Hatchery International

News & Views
Sakhalin, Russia is getting a new hatchery

Russian company Salmo Plus has started building a new hatchery to produce Siberian salmon (Oncorhynchus keta) fry, the company said in a statement. With the overall investment cost of Rub380 million (US$6 million), the hatchery will be producing 73 million fry per year beginning in 2020.

March 20, 2019  By Vladislav Vorotnikov


Sakhalin has seen the volume of salmon production reducing in the past few years. Russian company Salmo Plus has started building a new hatchery

The fish will be released in the local waters to be caught several years after, said Stanislav Fyodorov, general director of Salmo Plus.
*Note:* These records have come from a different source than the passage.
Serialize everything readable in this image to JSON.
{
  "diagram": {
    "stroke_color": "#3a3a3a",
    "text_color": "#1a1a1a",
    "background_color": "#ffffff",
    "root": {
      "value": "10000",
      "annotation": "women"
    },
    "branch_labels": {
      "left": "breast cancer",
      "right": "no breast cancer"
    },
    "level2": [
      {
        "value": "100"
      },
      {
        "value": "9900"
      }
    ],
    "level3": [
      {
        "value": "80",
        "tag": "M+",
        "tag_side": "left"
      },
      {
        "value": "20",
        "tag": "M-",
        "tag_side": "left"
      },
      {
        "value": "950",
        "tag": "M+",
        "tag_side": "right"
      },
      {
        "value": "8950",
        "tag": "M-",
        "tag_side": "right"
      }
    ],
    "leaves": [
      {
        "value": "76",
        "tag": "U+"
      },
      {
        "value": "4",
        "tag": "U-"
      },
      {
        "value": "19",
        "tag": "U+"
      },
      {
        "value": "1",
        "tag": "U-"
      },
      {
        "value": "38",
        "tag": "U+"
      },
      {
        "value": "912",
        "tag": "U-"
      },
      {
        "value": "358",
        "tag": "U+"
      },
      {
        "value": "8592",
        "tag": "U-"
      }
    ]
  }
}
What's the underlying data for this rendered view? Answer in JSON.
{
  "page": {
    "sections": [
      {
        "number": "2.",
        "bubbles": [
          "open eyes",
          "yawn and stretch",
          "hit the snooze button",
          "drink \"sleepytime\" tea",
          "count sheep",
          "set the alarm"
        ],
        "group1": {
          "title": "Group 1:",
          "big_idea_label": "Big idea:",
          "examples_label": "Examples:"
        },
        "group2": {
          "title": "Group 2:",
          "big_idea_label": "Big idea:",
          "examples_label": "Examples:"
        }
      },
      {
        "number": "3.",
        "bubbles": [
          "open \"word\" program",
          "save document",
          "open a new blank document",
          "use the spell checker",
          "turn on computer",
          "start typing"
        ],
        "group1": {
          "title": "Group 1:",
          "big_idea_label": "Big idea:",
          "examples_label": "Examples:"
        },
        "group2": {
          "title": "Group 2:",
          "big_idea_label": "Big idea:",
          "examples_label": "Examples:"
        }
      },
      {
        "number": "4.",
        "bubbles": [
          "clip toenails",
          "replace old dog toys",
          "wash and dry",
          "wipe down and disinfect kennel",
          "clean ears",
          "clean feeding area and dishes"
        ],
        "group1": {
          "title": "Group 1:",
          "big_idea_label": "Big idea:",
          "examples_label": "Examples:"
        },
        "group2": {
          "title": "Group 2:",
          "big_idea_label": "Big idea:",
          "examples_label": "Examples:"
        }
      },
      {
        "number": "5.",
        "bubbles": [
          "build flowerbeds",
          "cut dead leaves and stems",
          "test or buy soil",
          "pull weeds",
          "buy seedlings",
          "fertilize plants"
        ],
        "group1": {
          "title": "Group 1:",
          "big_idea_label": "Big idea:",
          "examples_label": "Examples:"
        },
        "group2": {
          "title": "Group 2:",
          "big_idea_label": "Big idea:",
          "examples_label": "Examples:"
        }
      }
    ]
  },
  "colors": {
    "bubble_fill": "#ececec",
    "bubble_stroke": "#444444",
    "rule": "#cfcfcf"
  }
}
Under the common approach investors establish a complete reproduction cycle at a hatchery of that kind, which means that all production stages from egg incubation up to release of the fry to the water are taking place within one production unit, according to Fyodorov. Salmo Plus will transfer fry almost immediately after hatching to “the breeding ground” – the artificial reservoirs near the spawning rivers.
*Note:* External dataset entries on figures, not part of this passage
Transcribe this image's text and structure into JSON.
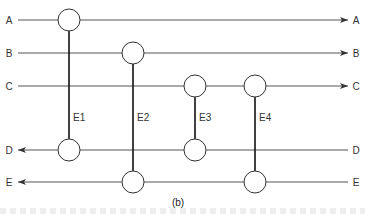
{
  "diagram": {
    "lines": [
      {
        "id": "A",
        "label_left": "A",
        "label_right": "A",
        "direction": "right"
      },
      {
        "id": "B",
        "label_left": "B",
        "label_right": "B",
        "direction": "right"
      },
      {
        "id": "C",
        "label_left": "C",
        "label_right": "C",
        "direction": "right"
      },
      {
        "id": "D",
        "label_left": "D",
        "label_right": "D",
        "direction": "left"
      },
      {
        "id": "E",
        "label_left": "E",
        "label_right": "E",
        "direction": "left"
      }
    ],
    "exchangers": [
      {
        "label": "E1",
        "from": "A",
        "to": "D"
      },
      {
        "label": "E2",
        "from": "B",
        "to": "E"
      },
      {
        "label": "E3",
        "from": "C",
        "to": "D"
      },
      {
        "label": "E4",
        "from": "C",
        "to": "E"
      }
    ],
    "caption": "(b)"
  }
}
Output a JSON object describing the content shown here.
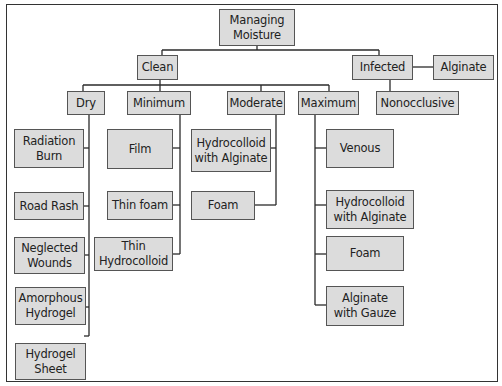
{
  "diagram": {
    "type": "tree",
    "title": "Managing Moisture",
    "nodes": {
      "root": "Managing\nMoisture",
      "clean": "Clean",
      "infected": "Infected",
      "alginate": "Alginate",
      "nonocclusive": "Nonocclusive",
      "dry": "Dry",
      "minimum": "Minimum",
      "moderate": "Moderate",
      "maximum": "Maximum",
      "dry_children": [
        "Radiation\nBurn",
        "Road Rash",
        "Neglected\nWounds",
        "Amorphous\nHydrogel",
        "Hydrogel\nSheet"
      ],
      "minimum_children": [
        "Film",
        "Thin foam",
        "Thin\nHydrocolloid"
      ],
      "moderate_children": [
        "Hydrocolloid\nwith Alginate",
        "Foam"
      ],
      "maximum_children": [
        "Venous",
        "Hydrocolloid\nwith Alginate",
        "Foam",
        "Alginate\nwith Gauze"
      ]
    },
    "edges": [
      [
        "Managing Moisture",
        "Clean"
      ],
      [
        "Managing Moisture",
        "Infected"
      ],
      [
        "Infected",
        "Alginate"
      ],
      [
        "Infected",
        "Nonocclusive"
      ],
      [
        "Clean",
        "Dry"
      ],
      [
        "Clean",
        "Minimum"
      ],
      [
        "Clean",
        "Moderate"
      ],
      [
        "Clean",
        "Maximum"
      ],
      [
        "Dry",
        "Radiation Burn"
      ],
      [
        "Dry",
        "Road Rash"
      ],
      [
        "Dry",
        "Neglected Wounds"
      ],
      [
        "Dry",
        "Amorphous Hydrogel"
      ],
      [
        "Dry",
        "Hydrogel Sheet"
      ],
      [
        "Minimum",
        "Film"
      ],
      [
        "Minimum",
        "Thin foam"
      ],
      [
        "Minimum",
        "Thin Hydrocolloid"
      ],
      [
        "Moderate",
        "Hydrocolloid with Alginate"
      ],
      [
        "Moderate",
        "Foam"
      ],
      [
        "Maximum",
        "Venous"
      ],
      [
        "Maximum",
        "Hydrocolloid with Alginate"
      ],
      [
        "Maximum",
        "Foam"
      ],
      [
        "Maximum",
        "Alginate with Gauze"
      ]
    ],
    "colors": {
      "node_fill": "#dcdcdc",
      "node_border": "#555555",
      "line": "#2a2a2a"
    }
  }
}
This approach reduces the investments necessary to build a hatchery and also takes down the production costs, Fyodorov estimated.

“We expect to release the fish Siberian salmon into the local waters in 2020. The full-grown fish will return only in 2023. This means that the company will have to operate with almost zero revenue for several years. The residency in the Vladivostok free port, with tax and other preferences associated with it, will help the company to endure in this most complicated period of its development,” Fyodorov said.

Advertisement

The residency in the Vladivostok free port is an operational regime that the local government in the Russian Far East grant to some investors whose projects are considered to be important for the local economy. This regime involves numerous tax breaks and several other bonuses.

With 73 million units of fry released to the local rivers, it was estimated that 3,000 tonnes of full-grown fish could return. Giving the current prices for Siberian salmon on the local market, Salmo Plus believes the payback period on the project will be limited to eight years.

Alexey Belik, deputy chairman of the Sakhalin Island government, commented that the Siberian salmon produced by Salmo Plus in future could be found all over Russia. Belik continued that the fishing industry is very important for Sakhalin, and its further development requires new projects in the reproduction area.

In 2017, the fisheries of the Sakhalin caught 27,000 tonnes of humpback salmon (Oncorhunchus gorbusha). This was one of the lowest figures in the past few decades. The local scientists repeatedly claim that population of salmon species in the local waters have been constantly falling due to continuous poaching and several other factors.